After months of delays due to the Trump administration’s cuts to NOAA, the council finally secured its 2025 operational funding this summer. However, as Yereth Rosen reported for Alaska Beacon on September 30, a federal government shutdown now threatens to derail the science-based decision-making that the fisheries depend on.

Read the full article at the National Fisherman

ALASKA: Two Economic Reports Highlight Pollock Industry’s Impact in Alaska

October 2, 2025 — A pair of new studies validate the economic importance of the Alaska pollock industry. The Alaska Pollock Fishery Alliance (APFA) paid for two studies prepared independently by Northern Economics and the McKinley Research Group.

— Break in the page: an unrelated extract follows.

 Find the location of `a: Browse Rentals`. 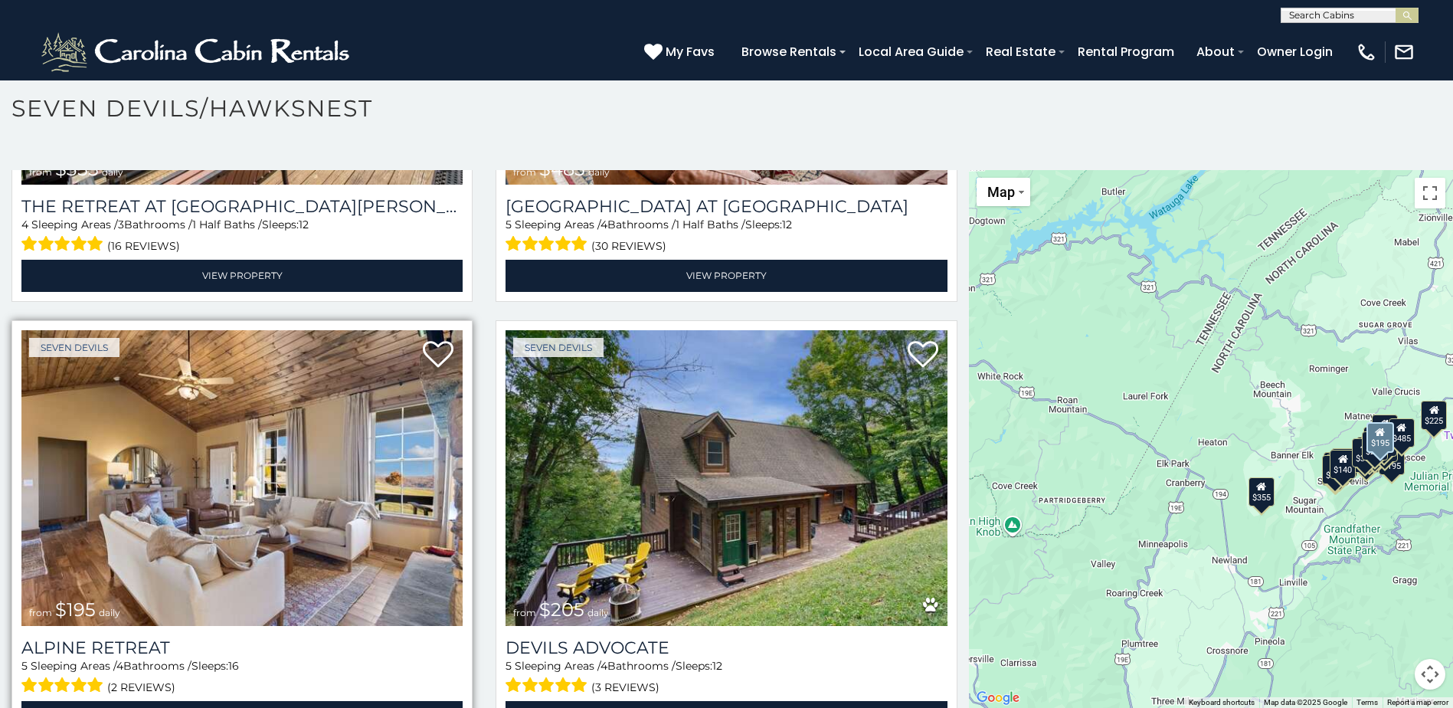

Both studies found significant economic impacts from pollock fishing and processing and contributions to Community Development Quota (CDQ) groups. The studies put the value of the fishery at the billions of dollars, including thousands of jobs in the seafood sector and the transportation and other support industries.

Read the full article at Alaska Business

Funding problems, shutdown force changes for North Pacific Fishery Management Council

October 1, 2025 — After months of uncertainty amid the Trump administration’s deep cuts to the National Oceanic and Atmospheric Administration, the council that manages commercial fisheries in federal waters off Alaska now has all the federal funding that had been allocated to it for 2025 operations.

But the North Pacific Fishery Management Council now faces a new source of uncertainty: the federal government shutdown.

The funding and shutdown complications have reshaped the council’s October meeting, underway this week.

Read the full article at the Anchorage Daily News

ALASKA: Alaska’s Bristol Bay sockeye run and harvest increased this year, with fish sizes a bit bigger

September 30, 2025 — The commercial salmon harvest in Alaska’s Bristol Bay, site of the world’s largest sockeye salmon runs, held a mixture of good news and bad news this year.

The run of sockeye salmon, also known as red salmon, exceeded preseason expectations and totaled 56.7 million fish, the seventh highest since 2005, the Alaska Department of Fish and Game reported in its preliminary summary of the summer harvest. The commercial sockeye harvest was also bigger than expected, totaling 41.2 million fish. That was 18% above the preseason forecast and 23% higher than the recent 20-year average.

The total amount of money paid to fishers delivering their catches totaled $215.3 million, about 7% above the 20-year average of $200.7 million, the department said in its summary.

The bad news is that while Bristol Bay sockeye salmon continued what has been a streak of huge runs — and while sockeye dominate the commercial harvest — other salmon species there continued to falter. Bristol Bay’s harvest of chinook, also known as king salmon, hit a 20-year low this year, totaling only 6,148 fish, compared to the most recent 20-year average of 33,469 chinook, the department reported.

Read the full article at Alaska Beacon

Faster Analysis of Data to Evaluate Bycatch Reduction Efforts in Pollock Fishery

September 30, 2025 — Scientists used a model to detect and classify fish in videos more quickly than humans. The detection model is called You Only Look Once, version 11 (or YOLOv11). It’s helping scientists evaluate the effectiveness of excluders that help salmon escape from fishing nets intended to catch pollock.

YOLOv11 is an object detection deep learning model for images. Scientists at the Alaska Fisheries Science Center customized it to detect and identify both pollock and salmon in fishing nets. This allows scientists to semi-automate the video review process used to evaluate the effectiveness of bycatch reduction devices. They can also observe fish behavior to improve the performance of these devices.